From: Chong Yidong <cyd@stupidchicken.com>
To: Miles Bader <miles@gnu.org>
Cc: martin rudalics <rudalics@gmx.at>, emacs-devel <emacs-devel@gnu.org>
Subject: Re: window groups
Date: Thu, 29 May 2008 17:40:16 -0400 [thread overview]
Message-ID: <87ve0wbxhb.fsf@stupidchicken.com> (raw)
In-Reply-To: <87abi9j57j.fsf@catnip.gol.com> (Miles Bader's message of "Fri, 30 May 2008 04:11:28 +0900")

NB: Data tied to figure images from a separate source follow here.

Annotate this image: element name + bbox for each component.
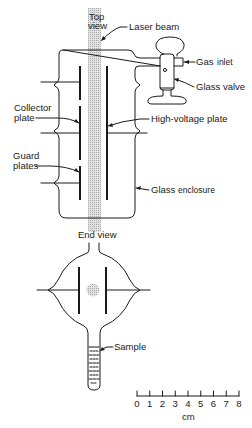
end-view-bulb bbox=[48, 243, 140, 390]
sample bbox=[89, 347, 99, 383]
guard-plates-leader bbox=[36, 166, 79, 172]
scale-tick-label: 6 bbox=[211, 398, 216, 409]
scale-tick-label: 4 bbox=[185, 398, 190, 409]
top-view: Top view Laser beam Gas inlet Glass valv… bbox=[13, 8, 245, 232]
scale-tick-label: 2 bbox=[160, 398, 165, 409]
collector-plate-leader bbox=[36, 118, 79, 123]
high-voltage-label: High-voltage plate bbox=[151, 113, 228, 124]
scale-tick-label: 3 bbox=[173, 398, 178, 409]
glass-valve-label: Glass valve bbox=[196, 81, 245, 92]
end-beam-spot bbox=[87, 284, 100, 297]
scale-tick-label: 7 bbox=[224, 398, 229, 409]
top-view-label-2: view bbox=[88, 20, 107, 31]
inlet-label: inlet bbox=[217, 57, 233, 67]
scale-tick-label: 8 bbox=[236, 398, 241, 409]
collector-plate-label-2: plate bbox=[14, 112, 35, 123]
end-view: End view Sample bbox=[37, 229, 150, 390]
high-voltage-leader bbox=[108, 119, 149, 126]
gas-label: Gas bbox=[196, 56, 214, 67]
apparatus-diagram: Top view Laser beam Gas inlet Glass valv… bbox=[0, 0, 252, 428]
sample-label: Sample bbox=[114, 341, 146, 352]
laser-beam-label: Laser beam bbox=[129, 21, 179, 32]
high-voltage-arrow bbox=[108, 123, 113, 127]
gas-inlet-arrow bbox=[184, 60, 189, 64]
glass-label: Glass bbox=[151, 184, 176, 195]
collector-plate-arrow bbox=[74, 119, 79, 123]
guard-plates-arrow bbox=[74, 168, 79, 172]
glass-valve bbox=[148, 37, 186, 104]
scale-tick-label: 5 bbox=[198, 398, 203, 409]
scale-tick-label: 0 bbox=[134, 398, 139, 409]
enclosure-label: enclosure bbox=[178, 185, 215, 195]
scale-bar: cm 012345678 bbox=[134, 391, 241, 422]
end-view-label: End view bbox=[78, 229, 117, 240]
glass-enclosure-arrow bbox=[136, 186, 141, 190]
scale-unit-label: cm bbox=[182, 411, 195, 422]
guard-plates-label-2: plates bbox=[13, 160, 39, 171]
laser-beam bbox=[88, 8, 101, 232]
scale-tick-label: 1 bbox=[147, 398, 152, 409]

Miles Bader <miles@gnu.org> writes:
> Chong Yidong <cyd@stupidchicken.com> writes:
>> It seems to me that, in practice, any Elisp application that needs to
>> control the window configuration will probably want to control over the
>> entire frame. Otherwise, the resulting windows will likely be too
>> small. WDYT?
>
> Do you have any support for such an assumption? It seems wrong to me,
> simply based on personal experience.
I'm not sure. But look at the typical Emacs frame where you're running
Gnus, with the frame is divided into a summary window and an article
window. Is there any space left for, e.g., a GDB session? On my
machine, if the GDB session were to split the Gnus article window and
squeeze its windows in there, I wouldn't be able to see much in those
windows.
next prev parent reply other threads:[~2008-05-29 21:40 UTC|newest]

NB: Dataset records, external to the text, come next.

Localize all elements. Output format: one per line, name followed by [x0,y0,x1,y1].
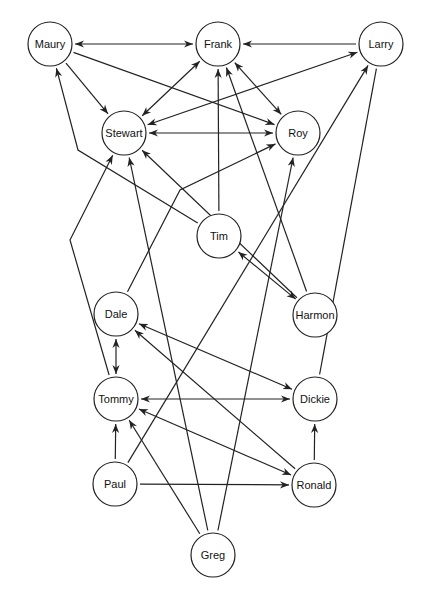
node-label: Tommy [98,393,134,405]
edge-tim-frank [218,69,219,211]
node-dickie: Dickie [293,377,337,421]
node-maury: Maury [28,22,72,66]
edge-tim-harmon [238,252,295,299]
edge-frank-stewart [142,61,200,116]
edge-tommy-ronald [139,409,291,475]
node-label: Ronald [297,479,332,491]
network-diagram: MauryFrankLarryStewartRoyTimHarmonDaleTo… [0,0,431,601]
nodes-layer: MauryFrankLarryStewartRoyTimHarmonDaleTo… [28,22,403,577]
edge-greg-tommy [129,420,200,534]
node-label: Maury [35,38,66,50]
node-label: Dale [105,308,128,320]
node-dale: Dale [94,292,138,336]
node-label: Tim [210,230,228,242]
node-roy: Roy [276,111,320,155]
node-harmon: Harmon [293,293,337,337]
node-greg: Greg [191,533,235,577]
edge-maury-roy [74,52,275,124]
edge-dale-dickie [139,324,292,389]
edge-frank-roy [235,63,282,115]
node-paul: Paul [93,462,137,506]
edge-maury-stewart [66,63,108,114]
node-tommy: Tommy [94,377,138,421]
edge-harmon-frank [226,68,306,292]
diagram-canvas: MauryFrankLarryStewartRoyTimHarmonDaleTo… [0,0,431,601]
edge-stewart-larry [148,52,358,125]
edge-dale-roy [128,144,276,292]
edge-greg-roy [218,158,293,531]
node-tim: Tim [197,214,241,258]
node-larry: Larry [359,22,403,66]
node-label: Frank [204,38,233,50]
node-ronald: Ronald [292,463,336,507]
edge-tommy-stewart [70,155,113,375]
edge-paul-ronald [140,484,289,485]
node-label: Roy [288,127,308,139]
node-label: Dickie [300,393,330,405]
node-stewart: Stewart [102,111,146,155]
node-label: Larry [368,38,394,50]
node-label: Stewart [105,127,142,139]
edges-layer [56,44,376,534]
node-label: Greg [201,549,225,561]
node-label: Paul [104,478,126,490]
node-frank: Frank [196,22,240,66]
node-label: Harmon [295,309,334,321]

Thread overview: 46+ messages / expand[flat|nested] mbox.gz Atom feed top
2008-05-28 12:22 window groups martin rudalics
2008-05-29 1:39 ` Richard M Stallman
2008-05-29 9:26 ` martin rudalics
2008-05-29 16:30 ` Stefan Monnier
2008-05-30 7:05 ` martin rudalics
2008-05-30 13:58 ` Stefan Monnier
2008-05-30 19:27 ` martin rudalics
2008-05-31 4:52 ` Stefan Monnier
2008-05-31 9:10 ` martin rudalics
2008-05-30 0:59 ` Richard M Stallman
2008-05-30 7:08 ` martin rudalics
2008-05-31 2:07 ` Richard M Stallman
2008-05-31 6:17 ` Daniel Colascione
2008-05-31 7:09 ` Miles Bader
2008-05-31 9:10 ` martin rudalics
2008-05-30 0:59 ` Richard M Stallman
2008-05-30 7:08 ` martin rudalics
2008-05-29 15:18 ` Chong Yidong
2008-05-30 7:06 ` martin rudalics
2008-05-29 16:10 ` Chong Yidong
2008-05-29 19:11 ` Miles Bader
2008-05-29 21:40 ` Chong Yidong [this message]

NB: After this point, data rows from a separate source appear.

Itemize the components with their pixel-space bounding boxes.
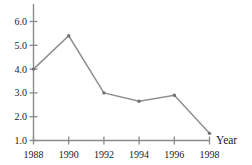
line-chart: 6.0 5.0 4.0 3.0 2.0 1.0 1988 1990 1992 1… [0,0,252,165]
x-axis-title: Year [216,134,237,146]
x-tick-label-1994: 1994 [129,149,149,160]
x-tick-label-1990: 1990 [59,149,79,160]
data-point [173,94,176,97]
x-tick-label-1992: 1992 [94,149,114,160]
x-tick-label-1988: 1988 [24,149,44,160]
chart-page: 6.0 5.0 4.0 3.0 2.0 1.0 1988 1990 1992 1… [0,0,252,165]
y-tick-label-3: 3.0 [15,87,28,98]
data-point [32,67,35,70]
y-tick-label-1: 1.0 [15,135,28,146]
data-point [208,132,211,135]
data-point [67,34,70,37]
data-point [137,100,140,103]
y-tick-label-6: 6.0 [15,16,28,27]
x-tick-label-1996: 1996 [164,149,184,160]
x-tick-label-1998: 1998 [200,149,220,160]
data-point [102,91,105,94]
y-tick-label-5: 5.0 [15,40,28,51]
y-tick-label-2: 2.0 [15,111,28,122]
y-tick-label-4: 4.0 [15,64,28,75]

2008-05-29 22:33 ` Miles Bader
2008-05-29 23:53 ` Thomas Lord
2008-05-30 7:07 ` martin rudalics
2008-05-30 16:42 ` Thomas Lord
2008-05-30 16:08 ` Stefan Monnier
2008-05-31 9:10 ` martin rudalics
2008-05-31 11:52 ` Juanma Barranquero
2008-05-31 13:36 ` martin rudalics
2008-05-31 17:22 ` Thomas Lord
2008-05-31 22:37 ` martin rudalics
2008-06-02 3:49 ` Thomas Lord
2008-06-02 9:34 ` martin rudalics
2008-06-02 21:32 ` Thomas Lord
2008-06-03 5:52 ` Miles Bader
2008-06-03 9:02 ` martin rudalics
2008-06-03 9:51 ` René Kyllingstad
2008-06-03 11:26 ` martin rudalics
2008-06-03 11:54 ` Stephen Berman
2008-06-03 13:21 ` René Kyllingstad
2008-06-08 2:39 ` Stefan Monnier
2008-08-18 15:37 ` René Kyllingstad
2008-05-30 7:07 ` martin rudalics
2008-05-30 7:07 ` martin rudalics
2008-05-30 7:07 ` martin rudalics
Reply instructions:
You may reply publicly to this message via plain-text email
using any one of the following methods:
* Save the following mbox file, import it into your mail client,
and reply-to-all from there: mbox
Avoid top-posting and favor interleaved quoting:
https://en.wikipedia.org/wiki/Posting_style#Interleaved_style
List information: https://www.gnu.org/software/emacs/
* Reply using the --to, --cc, and --in-reply-to
switches of git-send-email(1):
git send-email \
--in-reply-to=87ve0wbxhb.fsf@stupidchicken.com \
--to=cyd@stupidchicken.com \
--cc=emacs-devel@gnu.org \
--cc=miles@gnu.org \
--cc=rudalics@gmx.at \
/path/to/YOUR_REPLY
https://kernel.org/pub/software/scm/git/docs/git-send-email.html
* If your mail client supports setting the In-Reply-To header
via mailto: links, try the mailto: link
Be sure your reply has a Subject: header at the top and a blank line
before the message body.
Code repositories for project(s) associated with this public inbox
https://git.savannah.gnu.org/cgit/emacs.git
This is a public inbox, see mirroring instructions
for how to clone and mirror all data and code used for this inbox;
as well as URLs for read-only IMAP folder(s) and NNTP newsgroup(s).